The numbers are stark. Cuban tourism has fallen off a cliff. Arrivals down 40% year-on-year. The US embargo, tightened under Trump and sustained by Biden, is finally biting hard. But the real story is not just about empty hotels in Varadero. It is about who fills the vacuum. And that, whisper it in Whitehall, is us.
Senior diplomatic sources tell me that the British government has been quietly watching this collapse with more than academic interest. The Caribbean is a traditional sphere of influence. The UK retains sovereign bases, overseas territories, and a web of trade links. For years, Cuba was a Cold War relic, a strain on relations with Washington. Now, with Havana desperate for friends, London sees an opening.
The mechanics are simple. American tourists are barred. European visitors, especially Britons, are now the prime market. Direct flights from London to Havana have increased. The British embassy in Havana has seen a quiet uptick in commercial attachés. Trade missions, once a footnote, are now being fast-tracked.
But the real prize is geopolitical. Cuba’s collapse weakens the anti-US bloc in the region. Venezuela is already in freefall. Nicaragua is isolated. The UK, as a stable, non-US Western power, becomes the go-to intermediary. Whitehall strategists are already framing this as a 'reset' of Caribbean relations, one that does not antagonise Washington but quietly builds British influence.

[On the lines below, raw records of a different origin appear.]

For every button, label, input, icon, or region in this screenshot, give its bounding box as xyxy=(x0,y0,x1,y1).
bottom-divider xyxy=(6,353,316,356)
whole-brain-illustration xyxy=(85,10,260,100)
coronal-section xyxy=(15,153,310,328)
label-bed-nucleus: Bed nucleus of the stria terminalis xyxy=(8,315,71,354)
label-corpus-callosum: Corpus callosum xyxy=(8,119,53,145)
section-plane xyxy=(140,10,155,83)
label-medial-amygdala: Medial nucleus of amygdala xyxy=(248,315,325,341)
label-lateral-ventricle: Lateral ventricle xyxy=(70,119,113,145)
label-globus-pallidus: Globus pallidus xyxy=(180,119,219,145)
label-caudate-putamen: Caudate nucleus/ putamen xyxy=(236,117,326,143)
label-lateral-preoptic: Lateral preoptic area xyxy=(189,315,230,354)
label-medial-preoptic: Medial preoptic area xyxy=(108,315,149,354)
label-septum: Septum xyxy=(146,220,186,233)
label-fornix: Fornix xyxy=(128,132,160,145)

Labour has been briefed. Shadow ministers are said to be supportive, seeing no political downside. The big risk is that the US might see this as undercutting the embargo. But the calculation is that Washington has bigger fish to fry. And a stable Caribbean, with British help, is better than a chaotic one.
Of course, it is not all smooth sailing. The Cuban bureaucracy is sclerotic. Corruption remains rife. The infrastructure is crumbling. But for a British government looking for foreign policy wins after Brexit, this is low-hanging fruit.
The bottom line: Cuba’s loss is Britain’s gain. The Caribbean chessboard is shifting. And the UK, for once, is making a move.